In Dartford, six to seven small, bright, oval-shaped objects made random erratic movements in the early hours of May 28, 2000. A day later they were seen in Gravesend at 9.45pm. Gravesend saw a giant 'silver ball' hanging in mid-air in 2003, after a while it disappeared and reappeared an hour later. Two objects, larger than planes with round fronts were seen blinking red and blue over Erith in 1998.


In Eltham Park in 2000 a witness said they saw a UFO up close. Most of the sightings are little more than just an entry in a log that gathers dust on the shelves of the Ministry of Defence (MOD), but some are willing to speak of their experiences. The Times reported how in April this year, Stacy Shaw, 19 of Lower Range Road, Gravesend, said she and her boyfriend Gavin Drummond, 22, saw 'burning balls of fire' in the sky.

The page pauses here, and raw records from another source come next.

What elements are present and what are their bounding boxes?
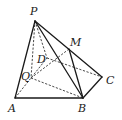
label-B: B (77, 102, 86, 115)
label-C: C (106, 74, 115, 87)
label-M: M (69, 36, 82, 49)
label-P: P (29, 5, 38, 18)
pyramid-diagram: P A B C D M Q (0, 0, 122, 120)
edge-MB (69, 49, 83, 98)
edge-BC (83, 77, 102, 98)
label-Q: Q (21, 70, 30, 83)
label-A: A (7, 102, 16, 115)
label-D: D (36, 53, 46, 66)
edge-QB (31, 78, 83, 98)
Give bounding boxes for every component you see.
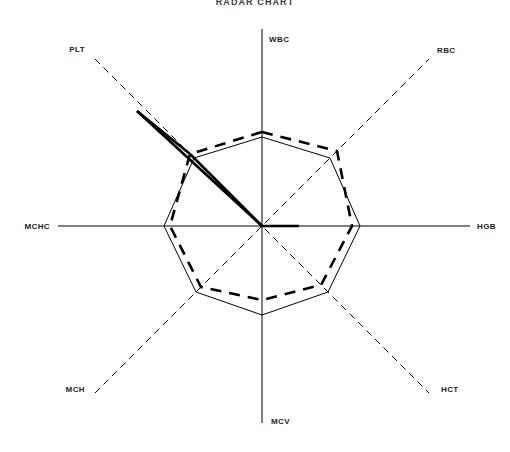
axis-label-rbc: RBC (437, 46, 456, 55)
thick-series-polygon (137, 111, 299, 226)
axis-label-plt: PLT (69, 45, 85, 54)
radar-chart-container: RADAR CHART WBC RBC HGB HCT MCV MCH MCHC (0, 0, 510, 452)
radar-plot: WBC RBC HGB HCT MCV MCH MCHC PLT (0, 0, 510, 452)
axis-label-hgb: HGB (477, 222, 496, 231)
axis-label-mchc: MCHC (24, 222, 50, 231)
axis-label-wbc: WBC (269, 35, 289, 44)
axis-label-mcv: MCV (271, 417, 290, 426)
thick-series-plt-return-edge (190, 154, 262, 226)
thick-series-plt-spike-edge (137, 111, 190, 154)
axis-label-hct: HCT (441, 385, 459, 394)
axis-label-mch: MCH (66, 385, 85, 394)
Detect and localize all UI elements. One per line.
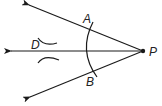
label-b: B <box>86 75 94 89</box>
label-a: A <box>82 12 91 26</box>
angle-bisector-diagram: A B D P <box>0 0 162 106</box>
label-p: P <box>149 45 157 59</box>
arc-d-lower <box>38 58 59 63</box>
arc-d-upper <box>38 38 57 44</box>
label-d: D <box>31 38 40 52</box>
vertex-p-dot <box>141 49 145 53</box>
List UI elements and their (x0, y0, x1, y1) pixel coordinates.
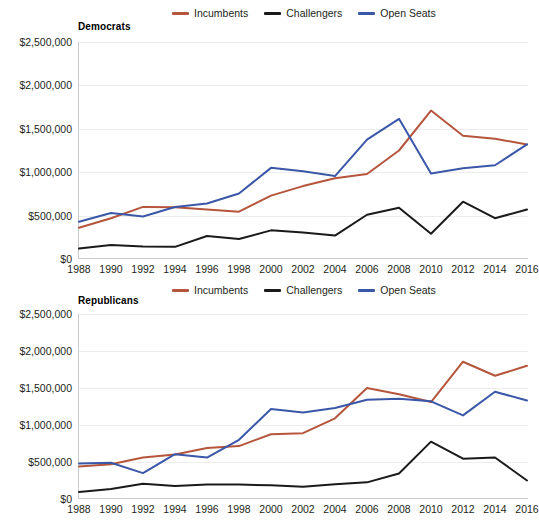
republicans-x-axis-ticks: 1988199019921994199619982000200220042006… (78, 503, 528, 517)
x-axis-tick-label: 1994 (163, 503, 186, 515)
democrats-series-lines (78, 42, 528, 259)
democrats-x-axis-ticks: 1988199019921994199619982000200220042006… (78, 263, 528, 277)
x-axis-tick-label: 1988 (67, 503, 90, 515)
legend-item-challengers[interactable]: Challengers (264, 8, 342, 19)
x-axis-tick-label: 2006 (355, 503, 378, 515)
republicans-series-lines (78, 314, 528, 499)
democrats-plot-area (78, 42, 528, 259)
legend-label: Challengers (286, 285, 342, 296)
x-axis-tick-label: 1988 (67, 263, 90, 275)
legend-item-open-seats[interactable]: Open Seats (358, 8, 435, 19)
republicans-y-axis-ticks: $0$500,000$1,000,000$1,500,000$2,000,000… (0, 314, 72, 499)
x-axis-tick-label: 2008 (387, 263, 410, 275)
y-axis-tick-label: $2,500,000 (19, 36, 72, 48)
x-axis-tick-label: 2000 (259, 263, 282, 275)
y-axis-tick-label: $500,000 (28, 210, 72, 222)
x-axis-tick-label: 2002 (291, 263, 314, 275)
y-axis-tick-label: $1,000,000 (19, 419, 72, 431)
legend-swatch-icon (172, 12, 189, 15)
democrats-y-axis-ticks: $0$500,000$1,000,000$1,500,000$2,000,000… (0, 42, 72, 259)
x-axis-tick-label: 2010 (419, 263, 442, 275)
x-axis-tick-label: 1998 (227, 263, 250, 275)
democrats-chart-panel: Democrats IncumbentsChallengersOpen Seat… (0, 0, 537, 281)
republicans-plot-area (78, 314, 528, 499)
x-axis-tick-label: 2012 (451, 503, 474, 515)
legend-item-incumbents[interactable]: Incumbents (172, 285, 248, 296)
legend-swatch-icon (358, 12, 375, 15)
legend-label: Open Seats (380, 8, 435, 19)
legend-item-incumbents[interactable]: Incumbents (172, 8, 248, 19)
x-axis-tick-label: 1994 (163, 263, 186, 275)
x-axis-tick-label: 2014 (483, 503, 506, 515)
x-axis-tick-label: 1992 (131, 503, 154, 515)
series-line-challengers (79, 202, 527, 249)
y-axis-tick-label: $2,000,000 (19, 79, 72, 91)
x-axis-tick-label: 1996 (195, 503, 218, 515)
legend-swatch-icon (264, 12, 281, 15)
x-axis-tick-label: 2002 (291, 503, 314, 515)
y-axis-tick-label: $2,500,000 (19, 308, 72, 320)
legend-label: Open Seats (380, 285, 435, 296)
democrats-panel-title: Democrats (78, 21, 131, 32)
y-axis-tick-label: $2,000,000 (19, 345, 72, 357)
x-axis-tick-label: 2008 (387, 503, 410, 515)
x-axis-tick-label: 1992 (131, 263, 154, 275)
x-axis-tick-label: 1998 (227, 503, 250, 515)
x-axis-tick-label: 2014 (483, 263, 506, 275)
legend-label: Challengers (286, 8, 342, 19)
y-axis-tick-label: $1,500,000 (19, 123, 72, 135)
x-axis-tick-label: 1990 (99, 263, 122, 275)
legend-item-open-seats[interactable]: Open Seats (358, 285, 435, 296)
x-axis-tick-label: 2006 (355, 263, 378, 275)
legend-swatch-icon (172, 289, 189, 292)
republicans-chart-legend: IncumbentsChallengersOpen Seats (172, 285, 436, 296)
y-axis-tick-label: $1,500,000 (19, 382, 72, 394)
legend-item-challengers[interactable]: Challengers (264, 285, 342, 296)
x-axis-tick-label: 2004 (323, 263, 346, 275)
republicans-chart-panel: Republicans IncumbentsChallengersOpen Se… (0, 281, 537, 531)
republicans-panel-title: Republicans (78, 295, 139, 306)
x-axis-tick-label: 2016 (515, 503, 538, 515)
x-axis-tick-label: 1990 (99, 503, 122, 515)
x-axis-tick-label: 2000 (259, 503, 282, 515)
x-axis-tick-label: 2010 (419, 503, 442, 515)
x-axis-tick-label: 1996 (195, 263, 218, 275)
legend-swatch-icon (264, 289, 281, 292)
series-line-challengers (79, 442, 527, 492)
legend-label: Incumbents (194, 8, 248, 19)
legend-label: Incumbents (194, 285, 248, 296)
y-axis-tick-label: $500,000 (28, 456, 72, 468)
x-axis-tick-label: 2016 (515, 263, 538, 275)
x-axis-tick-label: 2004 (323, 503, 346, 515)
y-axis-tick-label: $1,000,000 (19, 166, 72, 178)
democrats-chart-legend: IncumbentsChallengersOpen Seats (172, 8, 436, 19)
x-axis-tick-label: 2012 (451, 263, 474, 275)
legend-swatch-icon (358, 289, 375, 292)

They had seen them hovering over the Tollgate Hotel roundabout, next to the A2. They followed one light to the site of an old BP petrol station nearby. She said: "When it got there it just shot up into the sky really quickly. That was the most amazing part, the way it moved so fast."

Information on UFOs have previously been exempt from freedom of information requests. A spokesman for the MOD said that it would only retain information on potential threats. Nick Pope who recently just stepped down from the government's UFO project complained lack of investigation of reports had left Britain 'wide open to attack'.

However a spokesman for the British UFO Research Association remained sceptical. He said: "If you work on the basis that anything considered to be of potential significance would be retained by the Ministry for any period of time they deemed necessary, then anything freely released into the public domain will ultimately have been viewed as worthless.